Parents feel the back-to-school money pain

Primary school parents are expected to feel the 'Januworry' crunch this month with crippling Grade 1 school uniform and stationery prices meaning some parents could spend as much as R3,000 per child.


According to retail prices checked by The Citizen against the items listed in the Gauteng education department’s 2019 stationery list, the average Grade 1 parent can expect to spend around R800 this year on stationery alone.

Using prices listed in the uniform list of various former Model C schools in Gauteng, parents of Grade 1 pupils can be expected to spend between R1,200 and R2,000, with boys’ uniforms being slightly less expensive on account of having fewer items.

But parents of children in government schools in townships, former Model C schools and private schools alike said stationery and school uniforms remained a concern as their prices were simply too high.
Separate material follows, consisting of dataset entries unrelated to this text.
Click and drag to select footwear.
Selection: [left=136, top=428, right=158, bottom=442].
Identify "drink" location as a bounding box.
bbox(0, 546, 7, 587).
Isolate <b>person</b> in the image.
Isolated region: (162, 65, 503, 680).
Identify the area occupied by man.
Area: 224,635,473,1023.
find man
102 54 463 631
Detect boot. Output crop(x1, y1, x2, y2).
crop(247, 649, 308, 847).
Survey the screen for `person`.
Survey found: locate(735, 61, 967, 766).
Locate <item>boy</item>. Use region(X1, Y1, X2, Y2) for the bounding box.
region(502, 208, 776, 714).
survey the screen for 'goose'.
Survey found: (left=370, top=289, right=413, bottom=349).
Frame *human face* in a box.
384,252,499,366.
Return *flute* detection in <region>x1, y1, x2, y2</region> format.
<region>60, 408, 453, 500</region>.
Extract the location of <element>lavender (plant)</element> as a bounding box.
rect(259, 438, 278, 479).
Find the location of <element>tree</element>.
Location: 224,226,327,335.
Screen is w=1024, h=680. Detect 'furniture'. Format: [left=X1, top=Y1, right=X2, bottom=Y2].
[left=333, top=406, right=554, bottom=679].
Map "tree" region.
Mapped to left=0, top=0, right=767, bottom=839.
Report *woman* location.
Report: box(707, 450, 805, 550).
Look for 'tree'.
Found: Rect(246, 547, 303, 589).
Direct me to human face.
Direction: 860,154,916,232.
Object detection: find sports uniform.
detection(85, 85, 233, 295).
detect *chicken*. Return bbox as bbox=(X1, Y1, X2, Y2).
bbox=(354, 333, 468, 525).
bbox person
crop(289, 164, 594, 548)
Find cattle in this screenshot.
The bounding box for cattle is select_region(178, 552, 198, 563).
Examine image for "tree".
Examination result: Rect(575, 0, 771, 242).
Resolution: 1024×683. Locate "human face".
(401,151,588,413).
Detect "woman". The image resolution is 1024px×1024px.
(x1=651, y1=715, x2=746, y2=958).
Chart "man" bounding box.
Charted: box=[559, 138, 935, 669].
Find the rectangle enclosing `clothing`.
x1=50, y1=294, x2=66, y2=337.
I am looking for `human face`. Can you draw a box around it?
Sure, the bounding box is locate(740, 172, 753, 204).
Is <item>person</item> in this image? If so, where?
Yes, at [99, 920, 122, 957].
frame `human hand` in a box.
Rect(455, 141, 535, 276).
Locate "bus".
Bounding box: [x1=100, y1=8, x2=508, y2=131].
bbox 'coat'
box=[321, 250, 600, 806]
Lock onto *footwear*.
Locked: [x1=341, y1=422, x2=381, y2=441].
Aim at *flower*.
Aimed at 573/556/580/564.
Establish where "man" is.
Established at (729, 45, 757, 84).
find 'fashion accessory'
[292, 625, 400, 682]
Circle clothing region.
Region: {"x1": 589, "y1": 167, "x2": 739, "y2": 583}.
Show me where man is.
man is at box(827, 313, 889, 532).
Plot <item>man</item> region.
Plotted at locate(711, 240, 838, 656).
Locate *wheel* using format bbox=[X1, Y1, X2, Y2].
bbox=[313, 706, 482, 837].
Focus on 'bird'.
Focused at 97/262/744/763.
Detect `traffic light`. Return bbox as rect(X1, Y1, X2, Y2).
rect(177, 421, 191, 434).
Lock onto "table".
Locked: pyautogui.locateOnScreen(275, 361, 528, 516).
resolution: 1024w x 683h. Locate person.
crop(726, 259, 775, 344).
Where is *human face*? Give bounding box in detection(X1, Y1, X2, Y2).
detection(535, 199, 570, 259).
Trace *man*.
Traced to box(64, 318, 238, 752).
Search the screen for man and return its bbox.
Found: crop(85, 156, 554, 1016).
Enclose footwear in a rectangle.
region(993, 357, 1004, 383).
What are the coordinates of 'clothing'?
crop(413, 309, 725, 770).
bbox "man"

Abbey Molefe is the father of a Grade 1 pupil attending a government school catering to lower-income families. Molefe was concerned with the annual rising costs of school uniforms among other essentials, adding that while his income remained the same, sending his children to school was an uphill battle as prices continued to rise.

This month he spent around R950 on a school uniform for his daughter while stationery for the year cost him R780.

In addition to this, Molefe was planning to cough up R50 on average per day for tuck or lunchbox items and R500 per month on school transport (not government funded).

“Ten years ago, a Grade 1 school uniform cost only R300,” Molefe lamented.

Yandisa Fadane is the father of a Grade 1 pupil attending a private school which caters to families in the middle-income bracket (roughly LSM 7 to 10).

For a school uniform, he spent R1,970, while his stationery list items cost him just more than R500. This was in addition to the R2,900 he would be spending monthly on school fees and after-care services.

Fadane was also budgeting around R500 a month for the prescribed lunchbox items.

Last year the Competition Commission’s investigation into the school uniform industry found more than a third of South Africa’s private and former Model C schools had made exclusive agreements with a single uniform supplier in contracts dating as far back as 1974.